LAS VEGAS -- Daniel Jacobs badly missed weight at a contractually agreed-upon weight check on Saturday morning ahead of his mega fight with Canelo Alvarez at T-Mobile Arena.
The fight to unify their three middleweight title belts is still on for later Saturday (DAZN, 9 p.m. ET). Jacobs, while still eligible to win the titles, will take a financial hit and has angered Alvarez.
Jacobs was 173.6 pounds, well over the 170-pound rehydration limit they had in their contract. Alvarez was 169 pounds, Golden Boy Promotions CEO Oscar De La Hoya told ESPN.
Both sides initially told ESPN that there was a confidentiality clause in the contract that prevented either side from publicly disclosing the weigh-check weights, but De La Hoya later went on the record about it.
"Jacobs came in heavy. It is what it is," De La Hoya said. "We spoke to Canelo and his attitude is, 'I don't care. I'm still gonna kick his ass.' Canelo is pissed off and he wants to kick his ass. Canelo was 169, solid and feeling stronger than ever. But the fact that Jacobs came in heavy tells you a lot. It tells you how unsure he is in himself."
They both made the 160-pound middleweight division limit Friday afternoon with Alvarez weighing 159.5 pounds and Jacobs at 160, but they were subject to a weight check at 8 a.m. PT in their respective hotel suites with a member of the other camp on hand to observe -- a contractual clause demanded by Alvarez's team because of Jacobs' size advantage.
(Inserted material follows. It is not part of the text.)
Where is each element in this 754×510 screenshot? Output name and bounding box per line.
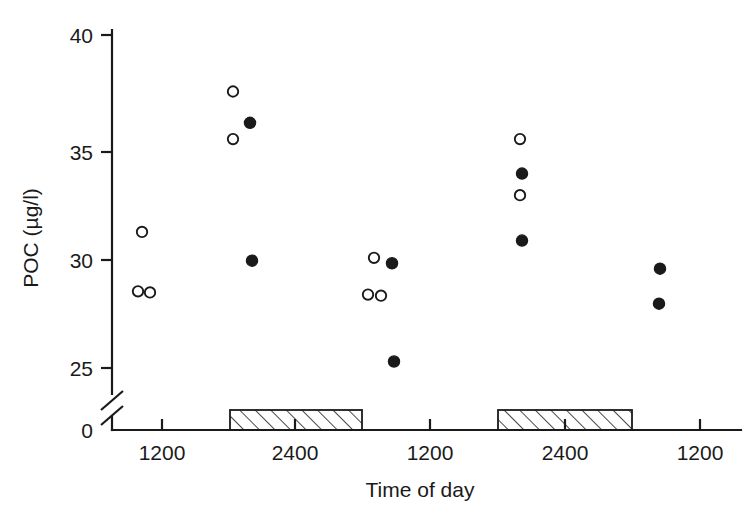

But Jacobs either could not or did not want to hold his weight down and put himself at a physical disadvantage by being weak for the fight, so he was not even close to 170.
De La Hoya declined to discuss the financial penalty specifics, but a source with knowledge of the deal told ESPN that because Jacobs was over, he is subject to a $250,000 fine per pound plus the fraction thereof that he was over 170 pounds. That means Jacobs would be fined $1 million from his guarantee of more than $10 million, although his promoter, Eddie Hearn of Matchroom Boxing, said Wednesday he might pay the fine if Jacobs was over.
De La Hoya said he understood Alvarez's anger but that he was not too upset over it.
"My thought is as long as both guys made 160 and Canelo looked the stronger fighter during the weigh-in [Friday], that's all that matters," De La Hoya said. "We have a fight."
The Jacobs camp declined to comment immediately following the weight check, citing the confidentiality clause, and then could not be reached following De La Hoya's public disclosure.
It was not the first time Jacobs has had issues with a weight check on the morning of a fight. When he met then-unified world champion Gennady Golovkin in a 2017 middleweight title fight, Jacobs blew off the IBF's mandated weight check entirely and was not eligible to win that specific belt later that night in what turned out to be a close decision loss.